News, Culture and NPR for Central & Northern Michigan
Play Live Radio
Next Up:
0:00
0:00
0:00 0:00
Available On Air Stations

ABC settles with Trump for $15 million. Now, he wants to sue other news outlets

AILSA CHANG, HOST:

Over the weekend, President-elect Donald Trump secured a $15 million payment from ABC News and a note of regret. It was part of a settlement of a defamation lawsuit that Trump brought against the network. Now, Trump says he feels that he has to sue other news outlets because the press is, quote, "very corrupt." NPR media correspondent David Folkenflik joins us now with more. Hi, David.

DAVID FOLKENFLIK, BYLINE: Hey, Ailsa.

CHANG: Hey. OK, so let's first talk about Trump's lawsuit against ABC News. What was at the heart of that case?

FOLKENFLIK: So this involved George Stephanopoulos, one of the chief anchors at ABC News, one of the cohosts of the public affairs show on Sundays called "This Week." And he was pressing a Republican congresswoman, Nancy Mace, over her support of Donald Trump - the former president, then surging in the Republican primaries back to renomination - over why she would support him given that she had, as she had poignantly attested, been the victim of rape early in life and that Trump himself had been found liable for rape in a civil case. Now, let me be very clear - Trump was not found liable for rape in a civil case. A jury declined to find that against him. What he did find - it did find against him, from an incident stemming years earlier, was that he had - it found - was liable for sexual abuse.

CHANG: Right.

FOLKENFLIK: A judge kind of confused the matter a little bit while trying to clarify by saying in the public record, look, most people would call what Trump did and what the jury found him liable for, would call that rape conversationally, in their common understanding, but that's not what fits under the technical and specific definition in New York State law.

CHANG: OK. So Trump sues for defamation. And let's be very clear - there is a very, very high legal bar for public officials to win defamation cases. And Trump obviously is a very public official. Why wouldn't ABC want to battle this out in court? Why settle?

FOLKENFLIK: Your legal training's showing again there, Ailsa. You know, look; I think we have to hold two ideas in our head at the same time. One is Stephanopoulos did screw up, and it's kind of baffling to me that ABC didn't clean that up relatively promptly after he did it. He could have made that clear, would have moved along. He could have pointed the judge's wording on that.

Secondly, I spoke to six media lawyers over the weekend, and all but one said they had an exceptionally strong case in part because of that bar that you're talking about - the standard created under a 60-year-old Supreme Court ruling that basically is intended to make sure there's a lot of running room for robust public debate. And also, you have what I think lawyers say is substantial truth in what Stephanopoulos said. Not precise, not fully fair, but substantially true, and that can be said to be helpful in a court of law.

You know, we don't know. What ABC said was it's happy to be moving past this and for this to be resolved. Obviously, ABC News wants access to the Trump administration as it comes back to power. And its parent company, Disney, has a heck of a lot of business interests. Yes, they've got deep pockets and a lot of lawyers, but they're going to have a lot of things that are under review from officials in the Trump administration in the years ahead.

CHANG: Well, I understand that Trump took something of a victory lap today when he gave a press conference at Mar-a-Lago. What did he say, exactly?

FOLKENFLIK: Well, he talked about how many folks he's already suing. He's suing CBS. He's suing the, you know, celebrated investigative reporter Bob Woodward, who he's sat for a bunch of interviews with. He's suing the people (ph) behind the Pulitzers. And he's suing the recently retired pollster for The Des Moines Register for getting that poll wrong just days before the election. Trump said he feels he has to do this, and here's why he says it.

(SOUNDBITE OF ARCHIVED RECORDING)

DONALD TRUMP: I shouldn't really be the one to do it. It should have been the Justice Department or somebody else, but I have to do it. It costs a lot of money to do it, but we have to straighten out the press. Our press is very corrupt.

FOLKENFLIK: He said the press is almost as corrupt as our elections - something else he hasn't proven.

CHANG: That is NPR's David Folkenflik. Thank you, David.

FOLKENFLIK: You bet. Transcript provided by NPR, Copyright NPR.

NPR transcripts are created on a rush deadline by an NPR contractor. This text may not be in its final form and may be updated or revised in the future. Accuracy and availability may vary. The authoritative record of NPR’s programming is the audio record.

David Folkenflik was described by Geraldo Rivera of Fox News as "a really weak-kneed, backstabbing, sweaty-palmed reporter." Others have been kinder. The Columbia Journalism Review, for example, once gave him a "laurel" for reporting that immediately led the U.S. military to institute safety measures for journalists in Baghdad.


**WHAT TO DO**
Verbatim reproduction of the entries is required; images must be omitted.

**PROVIDED DATA**
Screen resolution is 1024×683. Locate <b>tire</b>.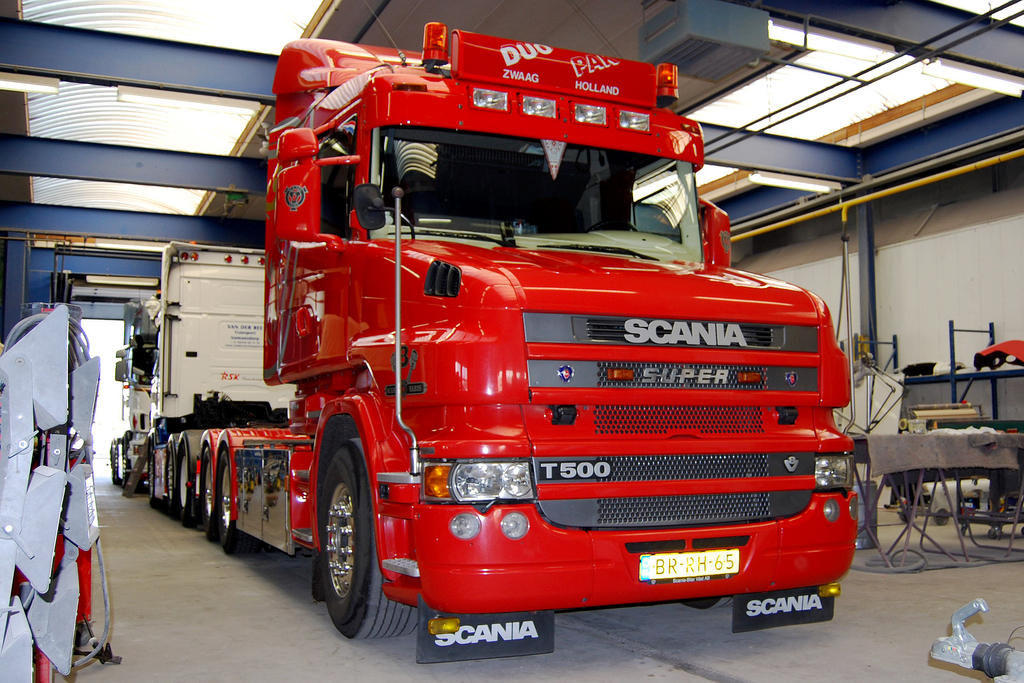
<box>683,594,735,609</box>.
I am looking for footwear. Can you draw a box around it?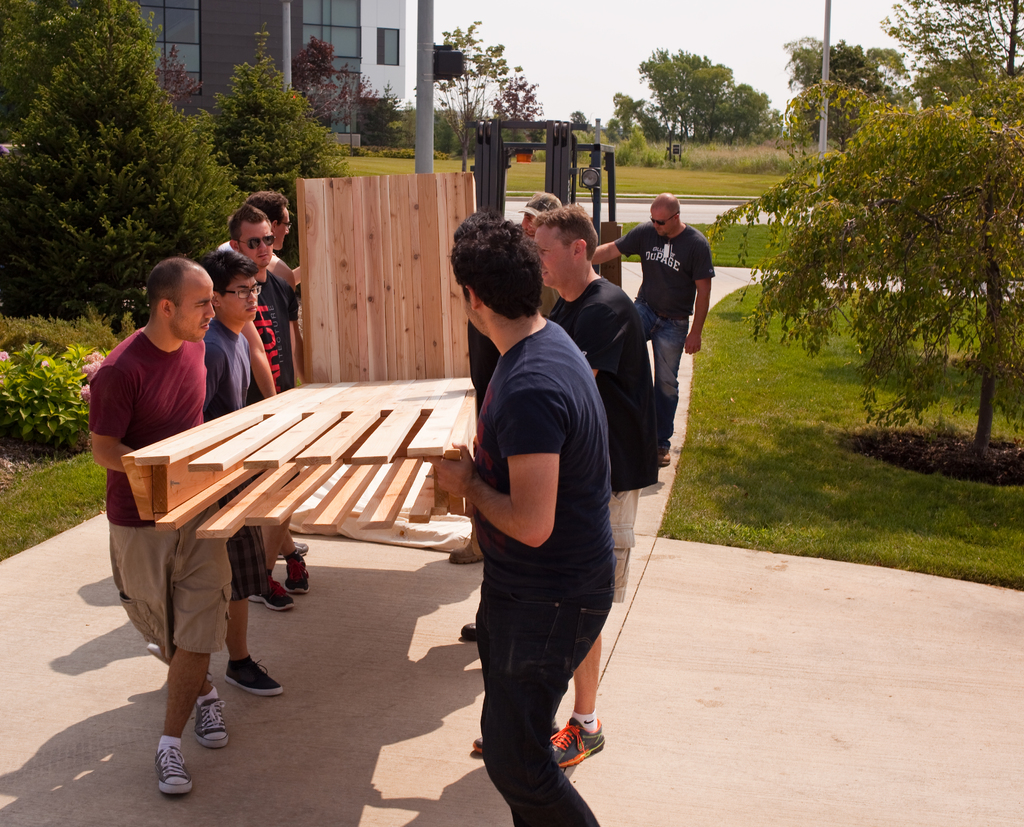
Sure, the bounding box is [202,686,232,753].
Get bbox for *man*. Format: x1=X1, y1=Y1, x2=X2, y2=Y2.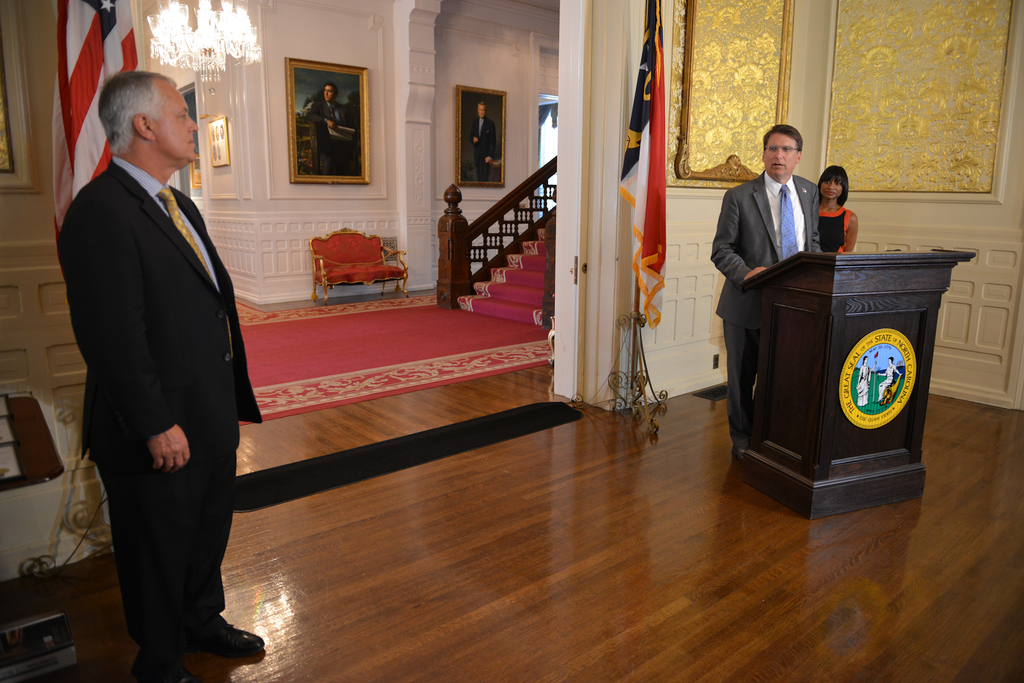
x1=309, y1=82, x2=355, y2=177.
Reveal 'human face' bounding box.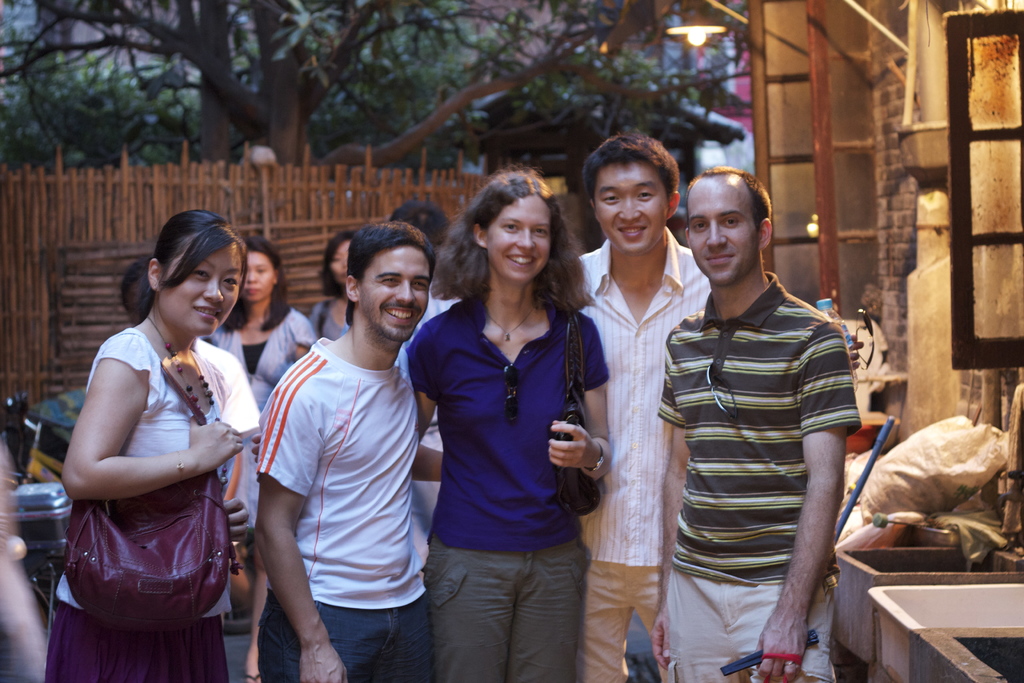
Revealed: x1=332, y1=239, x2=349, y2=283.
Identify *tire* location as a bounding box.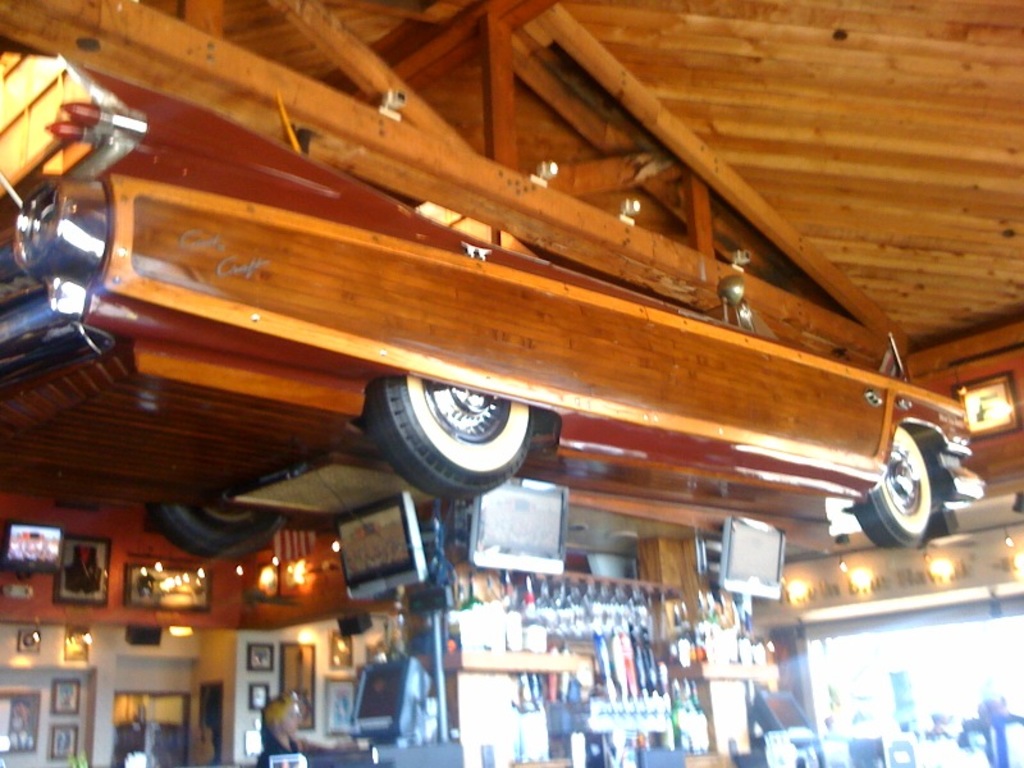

**ANSWER TO THIS PROBLEM**
Screen resolution is 1024×683. Locate <b>tire</b>.
<box>683,594,735,609</box>.
I am looking for footwear. Can you draw a box around it?
Sure, the bounding box is [202,686,232,753].
Get bbox for *man*. Format: x1=X1, y1=Y1, x2=X2, y2=Y2.
x1=309, y1=82, x2=355, y2=177.
Reveal 'human face' bounding box.
Revealed: x1=332, y1=239, x2=349, y2=283.
Identify *tire* location as a bounding box.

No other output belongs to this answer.